Staff at risk in RAE run-up
Universities are moving to transfer weak researchers into teaching-only posts or make them redundant to improve their scores in the next research assessment exercise. The first signs of manoeuvring among institutions in the run-up to the RAE look likely to exacerbate a growing backlash against the exercise. Members of the House of Commons science and technology committee this week called for the 2008 RAE to be abandoned.
( Times Higher )

Online project to promote the arts
An entrepreneur plans to raise awareness of the arts and classical music in schools and universities through new publishing and online library projects.

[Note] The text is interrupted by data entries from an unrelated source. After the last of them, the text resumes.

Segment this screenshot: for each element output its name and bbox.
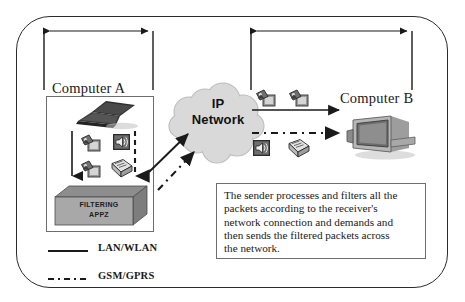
ip-network-label: IP Network <box>181 96 255 128</box>
legend-label-gsm-gprs: GSM/GPRS <box>98 270 154 281</box>
explanation-note-line: the network. <box>224 242 418 255</box>
filtering-appz-line1: FILTERING <box>79 201 118 208</box>
bracket-arrow-right <box>247 28 417 94</box>
solid-line-swatch <box>46 246 90 256</box>
ip-network-line2: Network <box>192 112 245 127</box>
document-file-icon <box>110 158 134 180</box>
filtering-appz-line2: APPZ <box>89 211 109 218</box>
legend-item-lan-wlan: LAN/WLAN <box>46 242 196 258</box>
image-file-icon <box>80 160 102 180</box>
explanation-note-box: The sender processes and filters all the… <box>216 183 426 259</box>
image-file-icon <box>80 134 102 154</box>
a-to-cloud-lan-line <box>149 134 188 172</box>
dash-dot-line-swatch <box>46 274 90 284</box>
a-to-cloud-links <box>148 130 216 194</box>
computer-b-span-bracket <box>247 28 417 94</box>
network-diagram: Computer A <box>0 0 465 302</box>
document-file-icon <box>287 138 311 160</box>
filtering-appz-label: FILTERING APPZ <box>63 200 135 219</box>
explanation-note-line: network connection and demands and <box>224 216 418 229</box>
audio-speaker-icon <box>112 133 132 152</box>
audio-speaker-icon <box>252 139 272 158</box>
ip-network-line1: IP <box>212 96 225 111</box>
legend-label-lan-wlan: LAN/WLAN <box>98 242 157 253</box>
computer-a-label: Computer A <box>52 80 125 97</box>
desktop-computer-icon <box>345 110 419 162</box>
legend: LAN/WLAN GSM/GPRS <box>46 242 196 288</box>
explanation-note-line: packets according to the receiver's <box>224 202 418 215</box>
filtering-appz-box: FILTERING APPZ <box>55 186 147 228</box>
computer-b-label: Computer B <box>340 90 413 107</box>
laptop-icon <box>62 100 140 132</box>
explanation-note-line: The sender processes and filters all the <box>224 189 418 202</box>
explanation-note-line: then sends the filtered packets across <box>224 229 418 242</box>
cloud-to-b-lan-arrow <box>251 106 347 118</box>
legend-item-gsm-gprs: GSM/GPRS <box>46 270 196 286</box>
solid-down-arrow <box>68 130 80 184</box>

Klaus Heymann, chairman and founder of Naxos, the classical music group, is in talks with local education authorities and universities about trials for an online music library offering 85,000 tracks for students, teachers and lecturers.
( Financial Times )

'Best-educated generation yet', declares Miliband
The "Blair generation" will be the best educated in history, the school standards minister, David Miliband, promised yesterday as he backed a drive to engage parents more in their children's education.
( Guardian )

Survey of commons maps buried history
English Heritage has announced the first survey of the "people's land" - urban commons that have been protected from development for up to 1,000 years. Significant archaeological finds are expected from up to four years' research into swaths of open space close to the heart of some of the country's busiest cities and towns, from undisturbed Bronze Age burial sites to temporary medieval fairgrounds.
( Guardian )

£1m clues to life of Conan Doyle
A lost archive of letters and documents providing an insight into Sir Arthur Conan Doyle's life has fetched £948,546 at auction. The 3,000 letters, notes and hand-written manuscripts had been thought lost for 40 years until they were found a few months ago in the offices of a London solicitor. The auction at Christie's in London, which led to the archive being split into almost 140 lots, was criticised by some enthusiasts of the Sherlock Holmes author. They said that it should have been kept together and preserved for the nation.
( Daily Telegraph, Times )

Classic waste of time
Cambridge graduate Catherine Nixey asks what's the point of a classics degree?